Inerrancy vs. Contradictions

Inerrancy vs. Contradictions August 11, 2013

Given the title, this post could easily have been about contradictions within the Bible and whether they disprove Biblical inerrancy, or whether one has to start with the doctrine of inerrancy and insist that anything that appears to be a contradiction isn't really one. And I will come back to that.

But the fact is that, just as the Bible is the result of many authors with different perspectives, so too are statements about inerrancy. And that fact illustrates that these views of the Bible are at least as much about the presuppositions and aims of readers and users of the Bible, as about its actual contents.

Carson Clark has written a blog post about the contradictions within the Chicago Declaration on Biblical Inerrancy. One of the people involved in producing that document, and responsible for those parts of it that sound like they support young-earth creationism, was Henry Morris. Jeff Carter has been blogging about some of the heretical, self-contradictory, and just plain nonsensical things Morris wrote. The whole series deserves to be read.

Now let me return to that intial point. Inerrancy also involves a contradiction when it is affirmed by Protestants who say that the Bible is their ultimate authority. The Bible does not claim its own inerrancy (indeed, the Bible as a collection does not and cannot claim anything about itself, since its texts were written first and only subsequently assembled as a collection). And so in order to be an inerrantist, one has to formulate a doctrine of Scripture as inerrant, and then disallow the possibility that evidence from the Bible can disprove that doctrine. The Chicago Declaration does precisely that, saying that apparent contradictions and inaccuracies, and other “phenomena of Scripture,” do not and cannot be taken as evidence against inerrancy.

And so the doctrine of inerrancy contradicts any claim an inerrantist makes to view the Bible as the ultimate authority. Just try appealing to the Bible to argue against inerrancy, and you'll find out what the ultimate authority for them is.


--- TRY IT ---
Please retype the data in full and exactly; the pictures are not part of the copy.

*** SOURCE MATERIAL ***

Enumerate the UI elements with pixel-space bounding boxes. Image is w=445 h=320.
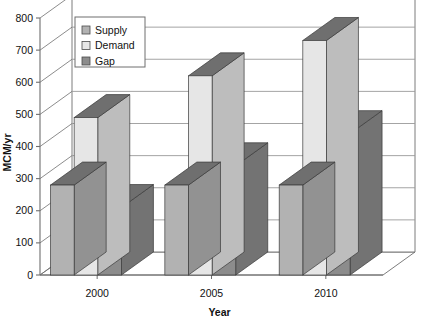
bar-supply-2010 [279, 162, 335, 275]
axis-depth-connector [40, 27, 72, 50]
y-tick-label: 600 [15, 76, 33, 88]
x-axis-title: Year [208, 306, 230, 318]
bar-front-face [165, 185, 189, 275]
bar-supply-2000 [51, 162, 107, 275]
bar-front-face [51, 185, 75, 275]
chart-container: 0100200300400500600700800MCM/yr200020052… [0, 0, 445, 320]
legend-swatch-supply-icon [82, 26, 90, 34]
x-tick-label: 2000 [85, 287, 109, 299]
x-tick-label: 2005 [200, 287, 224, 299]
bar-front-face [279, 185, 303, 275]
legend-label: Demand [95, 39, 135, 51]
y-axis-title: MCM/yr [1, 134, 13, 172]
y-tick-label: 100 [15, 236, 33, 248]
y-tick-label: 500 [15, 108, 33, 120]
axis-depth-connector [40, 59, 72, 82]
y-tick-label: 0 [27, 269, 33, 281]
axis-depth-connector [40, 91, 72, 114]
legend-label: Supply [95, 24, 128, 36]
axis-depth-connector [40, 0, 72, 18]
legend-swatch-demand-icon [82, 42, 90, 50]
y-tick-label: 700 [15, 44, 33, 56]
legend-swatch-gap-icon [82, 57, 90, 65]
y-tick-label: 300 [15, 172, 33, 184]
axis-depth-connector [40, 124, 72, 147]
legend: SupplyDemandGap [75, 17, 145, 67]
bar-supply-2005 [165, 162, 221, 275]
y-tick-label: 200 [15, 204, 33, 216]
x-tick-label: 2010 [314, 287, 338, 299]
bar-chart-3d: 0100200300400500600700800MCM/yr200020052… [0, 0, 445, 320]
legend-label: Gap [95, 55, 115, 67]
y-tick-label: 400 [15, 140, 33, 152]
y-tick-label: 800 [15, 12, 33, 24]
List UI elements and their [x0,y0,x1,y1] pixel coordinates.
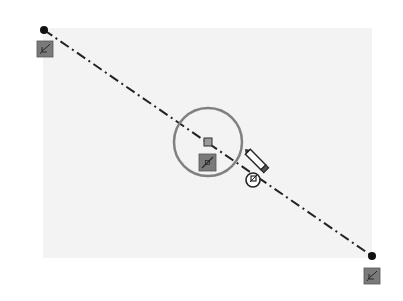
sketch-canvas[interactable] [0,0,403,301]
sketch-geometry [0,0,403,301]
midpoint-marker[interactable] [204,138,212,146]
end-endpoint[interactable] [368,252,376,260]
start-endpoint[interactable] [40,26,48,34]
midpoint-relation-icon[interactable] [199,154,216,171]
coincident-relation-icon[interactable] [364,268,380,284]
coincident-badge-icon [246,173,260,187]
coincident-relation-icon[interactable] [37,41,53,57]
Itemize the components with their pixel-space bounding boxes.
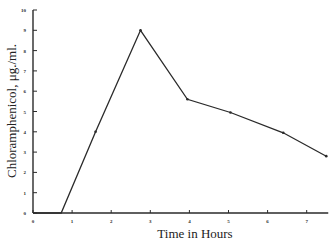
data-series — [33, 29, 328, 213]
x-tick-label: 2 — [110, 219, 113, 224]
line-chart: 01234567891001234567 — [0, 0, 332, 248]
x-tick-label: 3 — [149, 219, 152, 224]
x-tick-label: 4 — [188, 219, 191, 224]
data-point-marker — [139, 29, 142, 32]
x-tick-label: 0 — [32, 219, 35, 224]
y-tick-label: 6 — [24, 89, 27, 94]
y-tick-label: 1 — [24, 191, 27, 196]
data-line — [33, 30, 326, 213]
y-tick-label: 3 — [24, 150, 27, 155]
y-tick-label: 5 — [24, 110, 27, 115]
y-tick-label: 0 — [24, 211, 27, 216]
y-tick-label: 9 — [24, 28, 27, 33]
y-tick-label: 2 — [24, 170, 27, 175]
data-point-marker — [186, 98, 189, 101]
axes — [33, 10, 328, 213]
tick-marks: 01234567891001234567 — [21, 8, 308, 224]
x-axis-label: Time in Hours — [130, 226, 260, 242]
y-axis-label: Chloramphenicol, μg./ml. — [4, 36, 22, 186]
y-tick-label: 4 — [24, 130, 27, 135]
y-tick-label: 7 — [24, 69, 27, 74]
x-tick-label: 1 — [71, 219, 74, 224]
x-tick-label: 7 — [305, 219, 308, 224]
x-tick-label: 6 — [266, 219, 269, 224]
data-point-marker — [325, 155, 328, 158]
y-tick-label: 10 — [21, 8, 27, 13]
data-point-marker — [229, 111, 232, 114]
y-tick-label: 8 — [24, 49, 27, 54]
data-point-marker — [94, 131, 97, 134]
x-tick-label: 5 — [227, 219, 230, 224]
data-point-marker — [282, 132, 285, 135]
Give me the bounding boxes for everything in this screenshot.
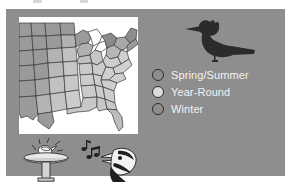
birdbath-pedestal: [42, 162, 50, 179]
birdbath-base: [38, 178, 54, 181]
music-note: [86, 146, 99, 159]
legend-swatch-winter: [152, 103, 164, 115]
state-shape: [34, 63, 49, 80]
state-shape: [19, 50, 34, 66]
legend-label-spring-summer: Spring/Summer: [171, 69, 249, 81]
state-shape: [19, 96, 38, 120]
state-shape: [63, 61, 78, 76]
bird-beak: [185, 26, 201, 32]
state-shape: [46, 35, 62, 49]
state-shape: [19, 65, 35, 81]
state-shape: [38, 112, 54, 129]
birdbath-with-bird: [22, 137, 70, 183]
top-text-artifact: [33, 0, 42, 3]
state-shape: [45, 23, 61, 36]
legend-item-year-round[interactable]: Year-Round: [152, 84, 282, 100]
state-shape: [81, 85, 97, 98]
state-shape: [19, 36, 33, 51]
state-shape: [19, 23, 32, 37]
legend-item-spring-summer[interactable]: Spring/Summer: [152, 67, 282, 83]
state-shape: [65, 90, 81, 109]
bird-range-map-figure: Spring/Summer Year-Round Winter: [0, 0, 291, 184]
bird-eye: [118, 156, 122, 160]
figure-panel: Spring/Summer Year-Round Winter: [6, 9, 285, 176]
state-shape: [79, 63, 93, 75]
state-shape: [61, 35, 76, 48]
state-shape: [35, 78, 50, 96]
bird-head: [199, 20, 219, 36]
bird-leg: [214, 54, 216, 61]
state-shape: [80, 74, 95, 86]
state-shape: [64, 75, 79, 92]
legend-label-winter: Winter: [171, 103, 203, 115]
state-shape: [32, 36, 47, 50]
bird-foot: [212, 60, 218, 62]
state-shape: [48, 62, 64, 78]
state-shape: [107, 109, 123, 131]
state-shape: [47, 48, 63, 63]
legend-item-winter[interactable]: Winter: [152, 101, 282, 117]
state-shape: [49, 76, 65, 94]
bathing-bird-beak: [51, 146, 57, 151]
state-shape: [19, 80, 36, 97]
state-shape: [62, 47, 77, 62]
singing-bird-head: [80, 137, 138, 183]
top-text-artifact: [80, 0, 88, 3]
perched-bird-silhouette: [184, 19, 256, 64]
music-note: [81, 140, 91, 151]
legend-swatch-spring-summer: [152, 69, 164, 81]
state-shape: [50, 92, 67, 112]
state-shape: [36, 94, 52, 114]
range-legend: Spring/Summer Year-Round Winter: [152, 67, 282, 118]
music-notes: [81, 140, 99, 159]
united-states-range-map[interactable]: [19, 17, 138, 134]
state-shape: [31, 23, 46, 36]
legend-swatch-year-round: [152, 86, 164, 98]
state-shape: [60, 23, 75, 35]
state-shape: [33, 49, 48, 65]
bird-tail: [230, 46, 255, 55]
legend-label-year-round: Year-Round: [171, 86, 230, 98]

*** End of SOURCE MATERIAL ***

--- EXERCISE ANSWER ---
Enumerate the UI elements with pixel-space bounding boxes. Image is w=445 h=320.
bar-supply-2010 [279, 162, 335, 275]
axis-depth-connector [40, 27, 72, 50]
y-tick-label: 600 [15, 76, 33, 88]
x-axis-title: Year [208, 306, 230, 318]
bar-front-face [165, 185, 189, 275]
bar-supply-2000 [51, 162, 107, 275]
bar-front-face [51, 185, 75, 275]
chart-container: 0100200300400500600700800MCM/yr200020052… [0, 0, 445, 320]
legend-swatch-supply-icon [82, 26, 90, 34]
x-tick-label: 2000 [85, 287, 109, 299]
x-tick-label: 2005 [200, 287, 224, 299]
bar-front-face [279, 185, 303, 275]
legend-label: Demand [95, 39, 135, 51]
y-axis-title: MCM/yr [1, 134, 13, 172]
y-tick-label: 100 [15, 236, 33, 248]
y-tick-label: 500 [15, 108, 33, 120]
axis-depth-connector [40, 59, 72, 82]
y-tick-label: 0 [27, 269, 33, 281]
axis-depth-connector [40, 91, 72, 114]
legend-label: Supply [95, 24, 128, 36]
axis-depth-connector [40, 0, 72, 18]
legend-swatch-demand-icon [82, 42, 90, 50]
y-tick-label: 700 [15, 44, 33, 56]
legend-swatch-gap-icon [82, 57, 90, 65]
y-tick-label: 300 [15, 172, 33, 184]
axis-depth-connector [40, 124, 72, 147]
legend: SupplyDemandGap [75, 17, 145, 67]
bar-supply-2005 [165, 162, 221, 275]
y-tick-label: 200 [15, 204, 33, 216]
x-tick-label: 2010 [314, 287, 338, 299]
bar-chart-3d: 0100200300400500600700800MCM/yr200020052… [0, 0, 445, 320]
legend-label: Gap [95, 55, 115, 67]
y-tick-label: 400 [15, 140, 33, 152]
y-tick-label: 800 [15, 12, 33, 24]
List UI elements and their [x0,y0,x1,y1] pixel coordinates.
sketch-canvas[interactable] [0,0,403,301]
sketch-geometry [0,0,403,301]
midpoint-marker[interactable] [204,138,212,146]
end-endpoint[interactable] [368,252,376,260]
start-endpoint[interactable] [40,26,48,34]
midpoint-relation-icon[interactable] [199,154,216,171]
coincident-relation-icon[interactable] [364,268,380,284]
coincident-badge-icon [246,173,260,187]
coincident-relation-icon[interactable] [37,41,53,57]
Itemize the components with their pixel-space bounding boxes.
data-series — [33, 29, 328, 213]
x-tick-label: 2 — [110, 219, 113, 224]
line-chart: 01234567891001234567 — [0, 0, 332, 248]
x-tick-label: 3 — [149, 219, 152, 224]
x-tick-label: 4 — [188, 219, 191, 224]
data-point-marker — [139, 29, 142, 32]
x-tick-label: 0 — [32, 219, 35, 224]
y-tick-label: 6 — [24, 89, 27, 94]
y-tick-label: 1 — [24, 191, 27, 196]
data-line — [33, 30, 326, 213]
y-tick-label: 3 — [24, 150, 27, 155]
y-tick-label: 5 — [24, 110, 27, 115]
y-tick-label: 0 — [24, 211, 27, 216]
y-tick-label: 9 — [24, 28, 27, 33]
y-tick-label: 2 — [24, 170, 27, 175]
data-point-marker — [186, 98, 189, 101]
axes — [33, 10, 328, 213]
tick-marks: 01234567891001234567 — [21, 8, 308, 224]
x-axis-label: Time in Hours — [130, 226, 260, 242]
y-axis-label: Chloramphenicol, μg./ml. — [4, 36, 22, 186]
y-tick-label: 4 — [24, 130, 27, 135]
y-tick-label: 7 — [24, 69, 27, 74]
x-tick-label: 1 — [71, 219, 74, 224]
x-tick-label: 7 — [305, 219, 308, 224]
x-tick-label: 6 — [266, 219, 269, 224]
data-point-marker — [325, 155, 328, 158]
y-tick-label: 10 — [21, 8, 27, 13]
data-point-marker — [229, 111, 232, 114]
y-tick-label: 8 — [24, 49, 27, 54]
data-point-marker — [94, 131, 97, 134]
x-tick-label: 5 — [227, 219, 230, 224]
data-point-marker — [282, 132, 285, 135]
Give me the bounding boxes for everything in this screenshot.
birdbath-pedestal: [42, 162, 50, 179]
birdbath-base: [38, 178, 54, 181]
music-note: [86, 146, 99, 159]
legend-swatch-winter: [152, 103, 164, 115]
state-shape: [34, 63, 49, 80]
state-shape: [19, 50, 34, 66]
legend-label-spring-summer: Spring/Summer: [171, 69, 249, 81]
state-shape: [19, 96, 38, 120]
state-shape: [63, 61, 78, 76]
bird-beak: [185, 26, 201, 32]
state-shape: [46, 35, 62, 49]
state-shape: [19, 65, 35, 81]
state-shape: [38, 112, 54, 129]
birdbath-with-bird: [22, 137, 70, 183]
top-text-artifact: [33, 0, 42, 3]
state-shape: [45, 23, 61, 36]
legend-item-year-round[interactable]: Year-Round: [152, 84, 282, 100]
state-shape: [81, 85, 97, 98]
state-shape: [19, 36, 33, 51]
state-shape: [19, 23, 32, 37]
legend-item-spring-summer[interactable]: Spring/Summer: [152, 67, 282, 83]
state-shape: [65, 90, 81, 109]
bird-range-map-figure: Spring/Summer Year-Round Winter: [0, 0, 291, 184]
bird-eye: [118, 156, 122, 160]
figure-panel: Spring/Summer Year-Round Winter: [6, 9, 285, 176]
state-shape: [79, 63, 93, 75]
state-shape: [61, 35, 76, 48]
state-shape: [35, 78, 50, 96]
bird-head: [199, 20, 219, 36]
bird-leg: [214, 54, 216, 61]
state-shape: [80, 74, 95, 86]
state-shape: [64, 75, 79, 92]
legend-label-winter: Winter: [171, 103, 203, 115]
state-shape: [32, 36, 47, 50]
bird-foot: [212, 60, 218, 62]
state-shape: [48, 62, 64, 78]
state-shape: [107, 109, 123, 131]
state-shape: [47, 48, 63, 63]
legend-item-winter[interactable]: Winter: [152, 101, 282, 117]
state-shape: [49, 76, 65, 94]
bathing-bird-beak: [51, 146, 57, 151]
state-shape: [19, 80, 36, 97]
state-shape: [62, 47, 77, 62]
singing-bird-head: [80, 137, 138, 183]
top-text-artifact: [80, 0, 88, 3]
perched-bird-silhouette: [184, 19, 256, 64]
music-note: [81, 140, 91, 151]
legend-swatch-spring-summer: [152, 69, 164, 81]
state-shape: [50, 92, 67, 112]
state-shape: [36, 94, 52, 114]
range-legend: Spring/Summer Year-Round Winter: [152, 67, 282, 118]
music-notes: [81, 140, 99, 159]
united-states-range-map[interactable]: [19, 17, 138, 134]
state-shape: [31, 23, 46, 36]
legend-swatch-year-round: [152, 86, 164, 98]
state-shape: [60, 23, 75, 35]
state-shape: [33, 49, 48, 65]
bird-tail: [230, 46, 255, 55]
legend-label-year-round: Year-Round: [171, 86, 230, 98]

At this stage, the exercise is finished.